When merging chapters, sections, or articles, the Double Newline separator gives a cleaner visual break between blocks of prose so the output reads naturally without the boundaries feeling cramped.

Open the result in a text editor

After downloading merged.txt, open it in your favorite editor (VS Code, Sublime, Notepad++, etc.) to verify the order, separators, and headers look right. The 500-line preview in this tool is for quick checks; the full file is what you actually downloaded.

Supported Input Formats

The Text File Merger accepts over 30 text-based file formats. Every accepted file is read as plain UTF-8 text - the tool does not parse the file contents or apply format-specific logic, it just concatenates the raw text with your chosen separator.

CategoryExtensions
Plain text and logs.txt, .log, .rst
Tabular data.csv, .tsv
Markup and documents.md, .html, .htm, .tex, .rtf, .svg
Structured data.json, .xml, .yaml, .yml, .toml
Configuration.ini, .env, .conf, .properties
Source code.js, .ts, .py, .java, .c, .cpp, .css, .sql
Subtitles.srt, .sub, .vtt
Shell scripts.sh, .bat

You can get files into the merger two ways:

  • Add Files button - opens a file picker scoped to the supported extensions.
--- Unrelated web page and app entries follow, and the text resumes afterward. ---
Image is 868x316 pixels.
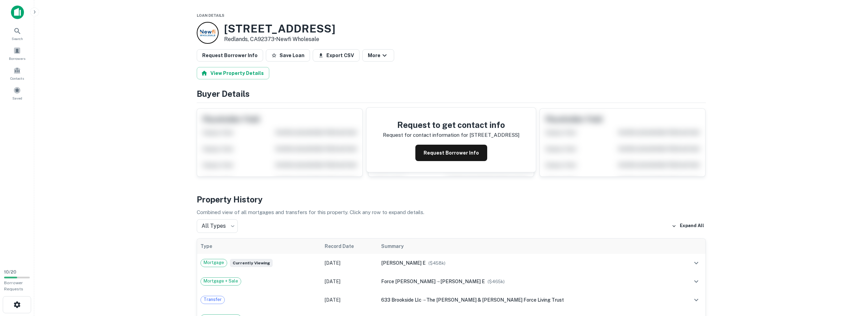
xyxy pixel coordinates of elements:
[4,269,16,274] span: 10 / 20
[9,56,25,61] span: Borrowers
[322,273,378,290] td: [DATE]
[833,261,868,294] iframe: Chat Widget
[266,49,310,61] button: Save Loan
[690,294,702,305] button: expand row
[383,130,468,139] p: Request for contact information for
[224,36,335,43] p: Redlands, CA92373 •
[12,95,22,101] span: Saved
[381,278,673,285] div: →
[322,290,378,309] td: [DATE]
[11,75,24,81] span: Contacts
[201,259,227,266] span: Mortgage
[196,67,269,79] button: View Property Details
[11,5,24,20] img: capitalize-icon.png
[441,279,485,284] span: [PERSON_NAME] e
[197,239,322,254] th: Type
[426,297,564,303] span: the [PERSON_NAME] & [PERSON_NAME] force living trust
[196,13,225,18] span: Loan Details
[201,278,241,284] span: Mortgage + Sale
[381,297,421,303] span: 633 brookside llc
[12,36,23,42] span: Search
[196,88,705,99] h4: Buyer Details
[4,280,23,291] span: Borrower Requests
[2,83,32,102] a: Saved
[196,194,705,205] h4: Property History
[201,296,225,303] span: Transfer
[322,239,378,254] th: Record Date
[690,257,702,269] button: expand row
[381,260,426,265] span: [PERSON_NAME] e
[2,24,32,43] a: Search
[488,279,505,284] span: ($ 465k )
[670,221,705,231] button: Expand All
[2,44,32,62] a: Borrowers
[276,36,319,43] a: Newfi Wholesale
[469,130,520,139] p: [STREET_ADDRESS]
[2,64,32,83] a: Contacts
[224,22,335,36] h3: [STREET_ADDRESS]
[381,296,673,304] div: →
[322,254,378,273] td: [DATE]
[381,279,435,284] span: force [PERSON_NAME]
[196,49,263,61] button: Request Borrower Info
[230,259,273,267] span: Currently viewing
[196,209,705,217] p: Combined view of all mortgages and transfers for this property. Click any row to expand details.
[428,260,445,265] span: ($ 458k )
[196,219,238,233] div: All Types
[415,145,487,161] button: Request Borrower Info
[690,275,702,287] button: expand row
[383,119,520,130] h4: Request to get contact info
[313,49,360,61] button: Export CSV
[378,239,676,254] th: Summary
[362,49,394,61] button: More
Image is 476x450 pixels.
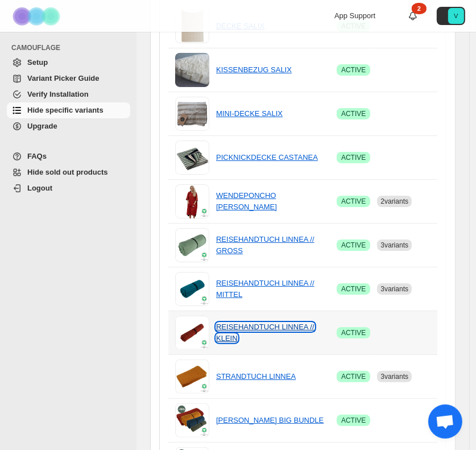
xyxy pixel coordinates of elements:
a: Verify Installation [7,86,131,103]
span: Hide sold out products [27,168,108,176]
img: WENDEPONCHO OLEA [175,184,209,218]
span: ACTIVE [341,328,366,337]
img: REISEHANDTUCH LINNEA // MITTEL [175,272,209,306]
img: KISSENBEZUG SALIX [175,53,209,87]
span: App Support [334,12,375,20]
span: Logout [27,184,53,192]
a: Setup [7,55,131,71]
text: V [454,12,458,19]
img: MINI-DECKE SALIX [175,97,209,131]
span: 3 variants [381,241,408,249]
img: PICKNICKDECKE CASTANEA [175,140,209,175]
span: ACTIVE [341,284,366,294]
span: Hide specific variants [27,106,103,114]
span: FAQs [27,152,47,160]
span: ACTIVE [341,153,366,162]
a: KISSENBEZUG SALIX [216,66,292,74]
span: CAMOUFLAGE [12,44,131,53]
a: Upgrade [7,118,131,134]
span: 2 variants [381,197,408,205]
span: 3 variants [381,285,408,293]
span: 3 variants [381,373,408,381]
a: FAQs [7,149,131,164]
span: ACTIVE [341,66,366,75]
span: ACTIVE [341,372,366,381]
img: REISEHANDTUCH LINNEA // KLEIN [175,316,209,350]
span: Setup [27,58,48,66]
img: Camouflage [9,1,66,32]
span: ACTIVE [341,240,366,249]
span: Variant Picker Guide [27,74,99,82]
a: Variant Picker Guide [7,71,131,86]
a: REISEHANDTUCH LINNEA // GROSS [216,235,314,255]
a: Logout [7,181,131,196]
span: ACTIVE [341,416,366,425]
span: Avatar with initials V [448,8,464,24]
button: Avatar with initials V [437,7,465,25]
a: REISEHANDTUCH LINNEA // KLEIN [216,323,314,342]
div: 2 [412,3,427,14]
span: Upgrade [27,121,57,131]
a: PICKNICKDECKE CASTANEA [216,153,318,162]
a: Chat öffnen [428,405,462,438]
img: LINNEA BIG BUNDLE [175,403,209,437]
img: REISEHANDTUCH LINNEA // GROSS [175,228,209,262]
a: WENDEPONCHO [PERSON_NAME] [216,191,277,211]
a: REISEHANDTUCH LINNEA // MITTEL [216,279,314,299]
a: Hide specific variants [7,103,131,118]
span: Verify Installation [27,90,89,99]
a: 2 [407,10,419,21]
img: STRANDTUCH LINNEA [175,359,209,394]
a: Hide sold out products [7,164,131,181]
span: ACTIVE [341,109,366,118]
a: MINI-DECKE SALIX [216,109,282,118]
a: STRANDTUCH LINNEA [216,372,295,381]
span: ACTIVE [341,197,366,206]
a: [PERSON_NAME] BIG BUNDLE [216,416,323,424]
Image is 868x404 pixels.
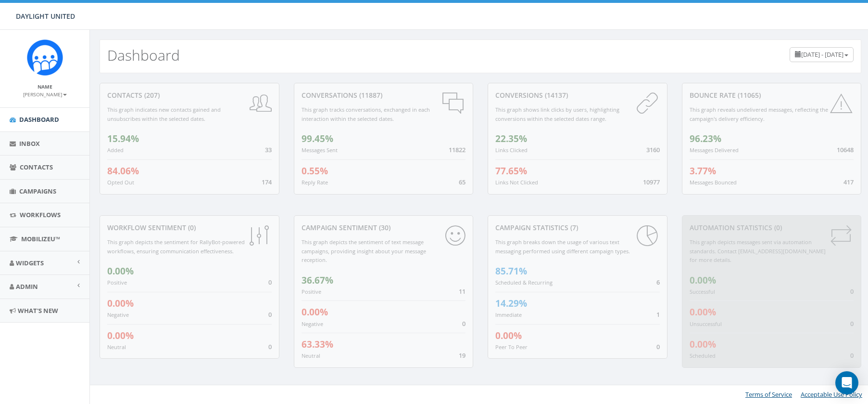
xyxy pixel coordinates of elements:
[16,12,75,21] span: DAYLIGHT UNITED
[850,319,854,328] span: 0
[301,338,333,351] span: 63.33%
[835,371,858,394] div: Open Intercom Messenger
[495,179,538,186] small: Links Not Clicked
[16,259,44,267] span: Widgets
[301,106,430,122] small: This graph tracks conversations, exchanged in each interaction within the selected dates.
[301,274,333,286] span: 36.67%
[690,133,721,145] span: 96.23%
[495,223,660,233] div: Campaign Statistics
[462,319,466,328] span: 0
[690,106,828,122] small: This graph reveals undelivered messages, reflecting the campaign's delivery efficiency.
[377,223,390,232] span: (30)
[38,83,53,90] small: Name
[495,133,527,145] span: 22.35%
[107,165,139,177] span: 84.06%
[459,287,466,296] span: 11
[495,279,552,286] small: Scheduled & Recurring
[746,390,792,399] a: Terms of Service
[23,90,67,98] a: [PERSON_NAME]
[690,274,716,286] span: 0.00%
[837,145,854,154] span: 10648
[801,50,844,59] span: [DATE] - [DATE]
[449,145,466,154] span: 11822
[690,305,716,318] span: 0.00%
[569,223,578,232] span: (7)
[690,90,854,100] div: Bounce Rate
[16,282,38,291] span: Admin
[656,342,660,351] span: 0
[690,223,854,233] div: Automation Statistics
[647,145,660,154] span: 3160
[268,278,272,286] span: 0
[107,265,134,277] span: 0.00%
[495,265,527,277] span: 85.71%
[301,90,466,100] div: conversations
[301,179,328,186] small: Reply Rate
[495,311,522,318] small: Immediate
[301,165,328,177] span: 0.55%
[690,352,715,359] small: Scheduled
[495,238,630,255] small: This graph breaks down the usage of various text messaging performed using different campaign types.
[19,115,59,124] span: Dashboard
[261,178,272,186] span: 174
[690,288,715,295] small: Successful
[643,178,660,186] span: 10977
[107,47,180,63] h2: Dashboard
[107,146,124,153] small: Added
[459,351,466,360] span: 19
[690,338,716,351] span: 0.00%
[107,343,126,351] small: Neutral
[690,165,716,177] span: 3.77%
[358,90,382,99] span: (11887)
[27,39,63,76] img: Rally_Corp_Icon.png
[459,178,466,186] span: 65
[23,91,67,98] small: [PERSON_NAME]
[495,297,527,310] span: 14.29%
[265,145,272,154] span: 33
[495,165,527,177] span: 77.65%
[19,187,56,196] span: Campaigns
[301,238,426,263] small: This graph depicts the sentiment of text message campaigns, providing insight about your message ...
[107,238,245,255] small: This graph depicts the sentiment for RallyBot-powered workflows, ensuring communication effective...
[301,320,323,328] small: Negative
[142,90,160,99] span: (207)
[107,223,272,233] div: Workflow Sentiment
[495,146,527,153] small: Links Clicked
[690,320,722,328] small: Unsuccessful
[20,163,53,171] span: Contacts
[107,311,129,318] small: Negative
[19,139,40,148] span: Inbox
[844,178,854,186] span: 417
[301,288,321,295] small: Positive
[690,146,738,153] small: Messages Delivered
[850,287,854,296] span: 0
[107,90,272,100] div: contacts
[107,279,127,286] small: Positive
[736,90,761,99] span: (11065)
[772,223,782,232] span: (0)
[20,211,61,219] span: Workflows
[301,133,333,145] span: 99.45%
[801,390,862,399] a: Acceptable Use Policy
[268,310,272,319] span: 0
[690,238,826,263] small: This graph depicts messages sent via automation standards. Contact [EMAIL_ADDRESS][DOMAIN_NAME] f...
[107,329,134,342] span: 0.00%
[301,305,328,318] span: 0.00%
[495,343,527,351] small: Peer To Peer
[21,234,60,243] span: MobilizeU™
[107,297,134,310] span: 0.00%
[301,352,321,359] small: Neutral
[107,133,139,145] span: 15.94%
[495,106,619,122] small: This graph shows link clicks by users, highlighting conversions within the selected dates range.
[107,106,221,122] small: This graph indicates new contacts gained and unsubscribes within the selected dates.
[495,90,660,100] div: conversions
[186,223,196,232] span: (0)
[656,310,660,319] span: 1
[543,90,568,99] span: (14137)
[690,179,737,186] small: Messages Bounced
[301,146,338,153] small: Messages Sent
[656,278,660,286] span: 6
[18,306,59,315] span: What's New
[268,342,272,351] span: 0
[850,351,854,360] span: 0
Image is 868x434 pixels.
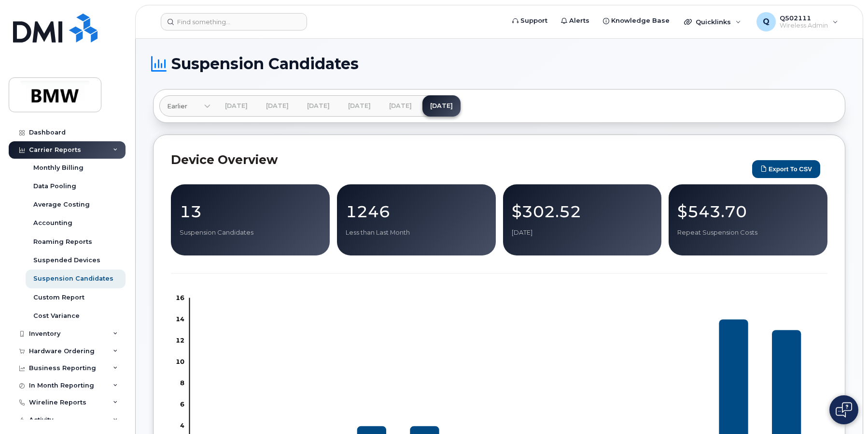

You can select multiple files at once with Shift+click or Ctrl+click.
  • Drag and drop - drag one or more files from your file explorer onto the input area. The drop zone highlights when files are over it.

Both methods append to the existing list rather than replacing it, so you can add files in multiple batches from different folders.

Size Limits

  • 50 MB per file - any single file larger than this is rejected and skipped with an error message.
  • 200 MB total across all files in one merge - if adding a file would push the total over 200 MB, that file is rejected and skipped.

Privacy & Security

This free Text File Merger runs entirely in your browser. Your files, the merged output, and your settings are never sent to our servers - all reading, merging, copying, and downloading happen on your device. The tool makes no network requests for the merge itself.

Your uploaded files, the merged output, the chosen separator, and the filename header preference are stored in your browser between visits so the workspace persists across page refreshes. This data lives only on your device. Click Clear All to wipe everything immediately. We have no logs, no analytics on your file content, no tracking, and no database.